Selective targeting of cancer cells in new treatment approach
Australian scientists have developed a new method to solve a decades-old clinical problem: getting treatment drugs to act selectively on cancer cells in the body.
Published in the journal Science Translational Medicine, the team’s research paves the way to safer and more effective treatment options for children with aggressive blood cancers, and potentially other types of cancer as well.
Chemotherapy is the mainstay of treatment for leukaemia, the most common blood cancer in children. However, while chemotherapy can be very effective for certain types of leukaemia, it is not as effective for some other types, known as ‘high-risk’ leukaemias. Treatment for high-risk leukaemias generally involves high doses of toxic drugs that flood the body, affecting cancer cells and healthy cells alike. This often leads to severe side effects, as well as lifelong health issues in survivors.
“Finding a way to make treatment drugs act more selectively on cancer cells is the key to improving treatment success while reducing toxicity in children treated for high-risk leukaemia,” said lead researcher Professor Maria Kavallaris AM, from UNSW Medicine & Health and the Children’s Cancer Institute (CCI).
“By specifically targeting leukaemia cells, we can make treatment more effective, as well as much safer to use in children.”
Specific targeting using antibodies
The new research saw scientists at CCI, UNSW and collaborating organisations use a special formulation of a cancer drug known as doxorubicin (Caelyx), in which the drug is encapsulated in tiny particles called liposomes. To this formulation, they added ‘bispecific’ antibodies — antibodies capable of recognising and attaching to the drug at one end and to cancer cells at the other end, effectively acting as a bridge between the two. Known as a targeted drug delivery system, this acts to deliver the drug to its target, in this case leukaemia cells, where the drug can do its job and kill the cells.
“What is particularly useful about this new approach is its flexibility,” said first author Dr Ernest Moles, from UNSW Medicine & Health and CCI.
“We can use this system to target any leukaemia, including the high-risk subtypes that are killing Australian children every year. Rather than having to design a completely new therapeutic each time, all we need do is change the antibody bridge, and we can target the same drug to any child’s blood cancer.
“What’s more, this approach could allow us to counter drug resistance in an individual patient. If the cancer cells in a child try to evade chemotherapy by altering their cell surface, we can modify the targeted drug delivery system so it is able to recognise that altered cancer cell. There will be no easy escape.”
Effective in cell and mouse models
The new approach was shown to work well not only in leukaemia cells grown in the laboratory, but also in living models of disease called ‘patient-derived xenografts’, where leukaemia cells are taken from children with the disease and grown in specially bred mice. In these models, the targeted drug delivery system was found not only to reduce the amount of leukaemia, but also to significantly prolong survival — in some cases, up to fourfold.
The researchers believe this same approach could be used to improve the selectivity of a whole range of new-generation therapeutic agents, not just chemotherapy drugs, opening the way to offering children alternative therapeutic options that are much safer than those currently on offer. They are also excited about the potential contribution it could make in the dawning era of precision medicine.
“In the future, it may be that each child diagnosed with leukaemia can have their treatment targeted to their specific subtype, based on the analysis of a blood sample,” Kavallaris said.
“We believe the controlled targeting of nanotherapeutics represents a real milestone in the treatment of childhood cancers, and we’re very optimistic about where this could lead to.
“We’ll now be working towards developing this research for clinical translation, in collaboration with our partners at [the] UNSW Australian Centre for NanoMedicine. In this study we’ve combined clinically approved drug-loaded nanoparticles with bispecific antibodies, which will help accelerate the clinical development and approval process.”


▶ [Your instructions]: Copy out each line of the data below in which the string "ffffff" appears.

▶ [Data for processing]:
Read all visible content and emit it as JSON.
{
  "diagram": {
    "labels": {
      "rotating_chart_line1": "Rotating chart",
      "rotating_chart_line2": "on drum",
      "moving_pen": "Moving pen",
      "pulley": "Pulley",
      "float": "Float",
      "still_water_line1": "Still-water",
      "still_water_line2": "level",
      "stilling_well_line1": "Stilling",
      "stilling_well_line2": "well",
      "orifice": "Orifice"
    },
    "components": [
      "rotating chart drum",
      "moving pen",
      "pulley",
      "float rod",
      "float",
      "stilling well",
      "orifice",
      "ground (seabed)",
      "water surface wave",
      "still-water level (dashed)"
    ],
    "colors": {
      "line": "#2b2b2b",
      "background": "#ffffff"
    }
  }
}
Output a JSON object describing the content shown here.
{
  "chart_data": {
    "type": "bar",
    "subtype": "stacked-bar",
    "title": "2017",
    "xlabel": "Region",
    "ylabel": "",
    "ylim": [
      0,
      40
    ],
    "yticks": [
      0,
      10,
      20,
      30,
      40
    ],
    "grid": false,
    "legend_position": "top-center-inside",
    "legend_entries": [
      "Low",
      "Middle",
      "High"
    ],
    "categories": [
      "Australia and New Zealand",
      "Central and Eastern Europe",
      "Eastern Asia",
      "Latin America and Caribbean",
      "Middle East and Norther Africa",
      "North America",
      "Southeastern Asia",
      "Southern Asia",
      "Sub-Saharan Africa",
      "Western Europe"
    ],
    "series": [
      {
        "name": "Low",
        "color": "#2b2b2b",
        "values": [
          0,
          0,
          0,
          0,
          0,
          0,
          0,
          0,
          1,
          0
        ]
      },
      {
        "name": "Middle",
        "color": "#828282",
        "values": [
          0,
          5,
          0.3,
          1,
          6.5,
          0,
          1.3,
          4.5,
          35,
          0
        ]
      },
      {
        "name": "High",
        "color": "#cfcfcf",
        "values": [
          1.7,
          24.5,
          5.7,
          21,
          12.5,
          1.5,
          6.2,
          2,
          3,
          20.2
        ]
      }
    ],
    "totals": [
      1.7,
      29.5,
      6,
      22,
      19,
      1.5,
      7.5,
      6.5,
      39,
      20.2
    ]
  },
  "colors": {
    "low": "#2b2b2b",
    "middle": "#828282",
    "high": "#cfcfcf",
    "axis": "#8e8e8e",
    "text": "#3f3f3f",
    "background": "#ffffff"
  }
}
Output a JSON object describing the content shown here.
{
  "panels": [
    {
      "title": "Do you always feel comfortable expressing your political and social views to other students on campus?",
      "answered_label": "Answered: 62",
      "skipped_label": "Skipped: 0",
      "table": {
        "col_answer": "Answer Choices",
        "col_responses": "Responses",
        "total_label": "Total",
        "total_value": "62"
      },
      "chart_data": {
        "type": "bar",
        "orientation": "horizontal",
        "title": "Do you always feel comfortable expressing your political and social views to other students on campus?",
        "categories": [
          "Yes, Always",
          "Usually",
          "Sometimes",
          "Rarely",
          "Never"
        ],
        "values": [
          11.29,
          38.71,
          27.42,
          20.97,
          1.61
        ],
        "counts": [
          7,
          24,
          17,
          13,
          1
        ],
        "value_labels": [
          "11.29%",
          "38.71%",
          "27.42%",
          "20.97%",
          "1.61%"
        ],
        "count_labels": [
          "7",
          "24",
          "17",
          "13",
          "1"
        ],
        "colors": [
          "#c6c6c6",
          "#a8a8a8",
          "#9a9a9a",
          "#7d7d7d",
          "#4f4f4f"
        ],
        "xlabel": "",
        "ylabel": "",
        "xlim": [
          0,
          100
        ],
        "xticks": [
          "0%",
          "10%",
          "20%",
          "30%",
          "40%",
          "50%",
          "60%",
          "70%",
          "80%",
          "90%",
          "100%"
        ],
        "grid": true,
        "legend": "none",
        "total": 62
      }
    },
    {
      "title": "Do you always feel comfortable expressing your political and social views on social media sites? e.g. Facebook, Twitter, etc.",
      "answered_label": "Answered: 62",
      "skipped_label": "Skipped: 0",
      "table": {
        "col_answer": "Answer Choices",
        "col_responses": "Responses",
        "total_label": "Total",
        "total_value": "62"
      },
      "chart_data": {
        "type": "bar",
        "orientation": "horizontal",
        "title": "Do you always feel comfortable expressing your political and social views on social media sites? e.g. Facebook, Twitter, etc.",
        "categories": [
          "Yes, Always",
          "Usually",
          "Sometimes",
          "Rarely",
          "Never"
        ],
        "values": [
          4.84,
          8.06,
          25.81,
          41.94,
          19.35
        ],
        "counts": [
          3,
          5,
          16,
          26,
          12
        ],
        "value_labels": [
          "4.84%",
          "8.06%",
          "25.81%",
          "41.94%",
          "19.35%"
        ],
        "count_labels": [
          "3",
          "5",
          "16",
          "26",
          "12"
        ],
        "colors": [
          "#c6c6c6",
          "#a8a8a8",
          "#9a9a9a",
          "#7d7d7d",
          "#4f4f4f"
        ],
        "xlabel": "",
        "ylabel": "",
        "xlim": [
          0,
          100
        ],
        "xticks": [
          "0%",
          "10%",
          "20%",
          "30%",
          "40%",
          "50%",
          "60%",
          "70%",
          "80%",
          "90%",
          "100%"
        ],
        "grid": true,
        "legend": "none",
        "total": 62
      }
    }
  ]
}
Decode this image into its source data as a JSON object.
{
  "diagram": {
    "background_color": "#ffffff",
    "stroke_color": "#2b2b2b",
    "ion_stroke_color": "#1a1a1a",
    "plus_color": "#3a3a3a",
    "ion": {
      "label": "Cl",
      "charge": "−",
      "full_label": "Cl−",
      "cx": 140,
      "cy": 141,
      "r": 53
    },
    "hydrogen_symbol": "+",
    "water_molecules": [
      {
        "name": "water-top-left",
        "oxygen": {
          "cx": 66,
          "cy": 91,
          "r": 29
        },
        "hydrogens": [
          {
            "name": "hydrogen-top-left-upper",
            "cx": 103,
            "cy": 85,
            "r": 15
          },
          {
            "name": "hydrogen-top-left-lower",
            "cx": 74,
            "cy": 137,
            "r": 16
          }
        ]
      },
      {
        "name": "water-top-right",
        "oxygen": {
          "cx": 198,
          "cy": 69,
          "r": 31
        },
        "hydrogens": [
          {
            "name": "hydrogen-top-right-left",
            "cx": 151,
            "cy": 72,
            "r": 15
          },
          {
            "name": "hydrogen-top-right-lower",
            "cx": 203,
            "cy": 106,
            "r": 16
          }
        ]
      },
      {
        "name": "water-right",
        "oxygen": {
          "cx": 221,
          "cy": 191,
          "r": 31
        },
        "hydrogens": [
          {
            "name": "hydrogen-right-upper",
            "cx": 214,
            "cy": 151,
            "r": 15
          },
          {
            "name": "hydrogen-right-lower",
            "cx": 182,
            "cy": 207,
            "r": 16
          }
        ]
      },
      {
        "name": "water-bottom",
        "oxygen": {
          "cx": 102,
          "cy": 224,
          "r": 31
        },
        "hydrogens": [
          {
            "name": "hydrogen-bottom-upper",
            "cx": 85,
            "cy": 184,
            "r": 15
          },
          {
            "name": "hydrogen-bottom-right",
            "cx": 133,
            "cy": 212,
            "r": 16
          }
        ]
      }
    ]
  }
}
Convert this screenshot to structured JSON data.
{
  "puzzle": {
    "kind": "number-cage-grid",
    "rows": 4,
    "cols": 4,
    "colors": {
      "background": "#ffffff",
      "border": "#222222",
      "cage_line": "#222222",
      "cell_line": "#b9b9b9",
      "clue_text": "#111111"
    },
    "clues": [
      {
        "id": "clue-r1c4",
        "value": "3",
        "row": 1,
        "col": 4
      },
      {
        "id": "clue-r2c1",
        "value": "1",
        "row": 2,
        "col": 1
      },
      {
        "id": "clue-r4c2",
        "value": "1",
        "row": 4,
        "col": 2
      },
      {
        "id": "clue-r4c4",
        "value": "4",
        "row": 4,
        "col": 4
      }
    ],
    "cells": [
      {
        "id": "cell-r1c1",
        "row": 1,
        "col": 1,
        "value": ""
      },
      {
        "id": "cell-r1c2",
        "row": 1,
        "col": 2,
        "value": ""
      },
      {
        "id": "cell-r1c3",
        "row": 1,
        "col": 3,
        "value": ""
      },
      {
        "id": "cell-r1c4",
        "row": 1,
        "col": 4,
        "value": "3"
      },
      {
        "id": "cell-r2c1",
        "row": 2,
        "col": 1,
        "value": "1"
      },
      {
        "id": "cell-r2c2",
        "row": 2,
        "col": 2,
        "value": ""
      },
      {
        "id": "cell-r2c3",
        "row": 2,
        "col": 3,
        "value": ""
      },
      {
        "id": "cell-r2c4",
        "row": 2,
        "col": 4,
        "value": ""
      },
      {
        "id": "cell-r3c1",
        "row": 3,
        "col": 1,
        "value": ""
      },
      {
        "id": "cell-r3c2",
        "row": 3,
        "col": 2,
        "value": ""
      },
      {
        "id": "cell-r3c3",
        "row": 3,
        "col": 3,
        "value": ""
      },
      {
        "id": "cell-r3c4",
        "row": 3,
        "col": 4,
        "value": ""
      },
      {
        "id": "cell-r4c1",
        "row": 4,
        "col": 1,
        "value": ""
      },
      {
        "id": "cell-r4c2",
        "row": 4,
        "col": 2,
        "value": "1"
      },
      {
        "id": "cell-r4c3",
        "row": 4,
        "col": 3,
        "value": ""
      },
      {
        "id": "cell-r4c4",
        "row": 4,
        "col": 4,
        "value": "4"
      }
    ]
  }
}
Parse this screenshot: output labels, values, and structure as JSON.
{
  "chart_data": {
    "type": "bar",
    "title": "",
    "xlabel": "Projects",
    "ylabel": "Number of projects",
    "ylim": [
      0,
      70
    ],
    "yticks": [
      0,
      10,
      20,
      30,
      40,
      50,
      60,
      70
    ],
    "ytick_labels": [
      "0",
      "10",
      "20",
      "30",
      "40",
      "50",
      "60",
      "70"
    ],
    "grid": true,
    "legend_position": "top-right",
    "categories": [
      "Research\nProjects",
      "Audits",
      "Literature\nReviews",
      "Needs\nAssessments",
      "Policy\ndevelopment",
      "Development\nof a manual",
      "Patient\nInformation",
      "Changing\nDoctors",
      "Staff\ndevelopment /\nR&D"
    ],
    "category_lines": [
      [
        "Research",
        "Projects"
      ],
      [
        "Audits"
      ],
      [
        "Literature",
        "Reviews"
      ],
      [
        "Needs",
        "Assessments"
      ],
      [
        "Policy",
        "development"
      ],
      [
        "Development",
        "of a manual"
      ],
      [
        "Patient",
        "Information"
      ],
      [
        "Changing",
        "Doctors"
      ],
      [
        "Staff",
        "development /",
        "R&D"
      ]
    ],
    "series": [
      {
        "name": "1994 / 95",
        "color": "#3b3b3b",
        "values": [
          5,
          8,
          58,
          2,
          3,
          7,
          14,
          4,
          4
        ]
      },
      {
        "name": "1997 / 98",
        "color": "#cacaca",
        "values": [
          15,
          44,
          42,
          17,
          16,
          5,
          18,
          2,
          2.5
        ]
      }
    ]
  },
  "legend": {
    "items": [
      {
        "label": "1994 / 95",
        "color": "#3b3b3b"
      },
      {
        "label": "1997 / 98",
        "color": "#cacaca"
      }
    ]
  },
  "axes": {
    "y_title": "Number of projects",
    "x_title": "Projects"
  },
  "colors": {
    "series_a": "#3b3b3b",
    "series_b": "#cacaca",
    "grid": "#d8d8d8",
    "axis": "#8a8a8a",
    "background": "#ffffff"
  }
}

▶ [Written response]:
      "background": "#ffffff"
    "background": "#ffffff"
    "background_color": "#ffffff",
      "background": "#ffffff",
    "background": "#ffffff"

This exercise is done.